Wilde seemed shell-shocked, but he tried to focus. ‘Very well. Everything’s a bit of a blur, but take me through the names and I’ll help if I can.’

‘I’ll start off alphabetically. Charlie Briggs.’

‘Never heard of him until he went missing.’

‘Sir Henry Fortune.’

‘Oh, yes, I met Henry quite a few times at private views—especially at Jason Pringle’s gallery. Hortense really admired Henry and Jason, and she’d have gone to exhibitions Henry curated whenever she could. All those years ago, she thought he’d been hard done by in not being given the Tate to run, but she changed her mind when she saw how Nick embraced the forces of progress. The man’s a genius.’
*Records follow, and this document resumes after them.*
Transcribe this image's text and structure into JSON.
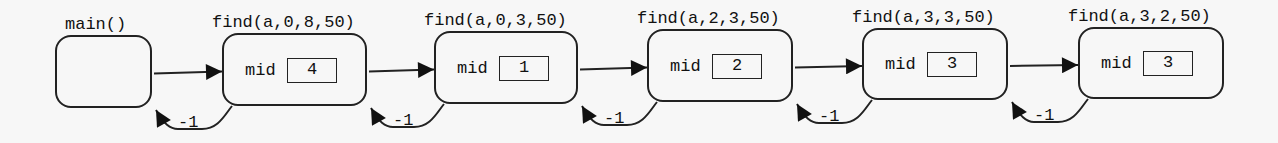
{
  "diagram": {
    "type": "recursion-call-stack",
    "colors": {
      "stroke": "#222222",
      "background": "#f7f7f7",
      "text": "#111111"
    },
    "frames": [
      {
        "id": "main",
        "title": "main()",
        "var_label": "",
        "var_value": "",
        "box": {
          "x": 55,
          "y": 35,
          "w": 97,
          "h": 73
        }
      },
      {
        "id": "f1",
        "title": "find(a,0,8,50)",
        "var_label": "mid",
        "var_value": "4",
        "box": {
          "x": 222,
          "y": 33,
          "w": 145,
          "h": 73
        }
      },
      {
        "id": "f2",
        "title": "find(a,0,3,50)",
        "var_label": "mid",
        "var_value": "1",
        "box": {
          "x": 434,
          "y": 31,
          "w": 144,
          "h": 73
        }
      },
      {
        "id": "f3",
        "title": "find(a,2,3,50)",
        "var_label": "mid",
        "var_value": "2",
        "box": {
          "x": 647,
          "y": 29,
          "w": 146,
          "h": 73
        }
      },
      {
        "id": "f4",
        "title": "find(a,3,3,50)",
        "var_label": "mid",
        "var_value": "3",
        "box": {
          "x": 862,
          "y": 28,
          "w": 146,
          "h": 72
        }
      },
      {
        "id": "f5",
        "title": "find(a,3,2,50)",
        "var_label": "mid",
        "var_value": "3",
        "box": {
          "x": 1078,
          "y": 27,
          "w": 146,
          "h": 72
        }
      }
    ],
    "returns": [
      {
        "from": "f1",
        "to": "main",
        "label": "-1"
      },
      {
        "from": "f2",
        "to": "f1",
        "label": "-1"
      },
      {
        "from": "f3",
        "to": "f2",
        "label": "-1"
      },
      {
        "from": "f4",
        "to": "f3",
        "label": "-1"
      },
      {
        "from": "f5",
        "to": "f4",
        "label": "-1"
      }
    ]
  }
}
‘She wouldn’t have had any business dealings with Sir Henry?’

‘She gave lectures at some of his events abroad and she had him a few times to give talks to students about what curating is all about. But that would have been that. Not business in any real sense.’

‘Chester Herblock?’

‘She got to know him recently. Through Jason, I think.’ He frowned. ‘I think he asked her to talk to some collector he thought needed advice.’

‘You don’t know who the collector was?’

‘I don’t. Though she did say something about his English being bad and that he seemed very ignorant and uncouth.’

‘So it could have been Sarkovsky?’

‘I suppose it’s possible.’

‘What kind of advice was she giving?’

‘I think Herblock was his art consultant and whoever it was wanted to buy something Herblock thought he shouldn’t. He brought in Hortense to point out the limitations of the artist.’

‘What artist?’

‘I don’t know. There were quite a lot of artists of whom Hortense disapproved. She is...was…an international expert on post-colonialism and masculism in European art.’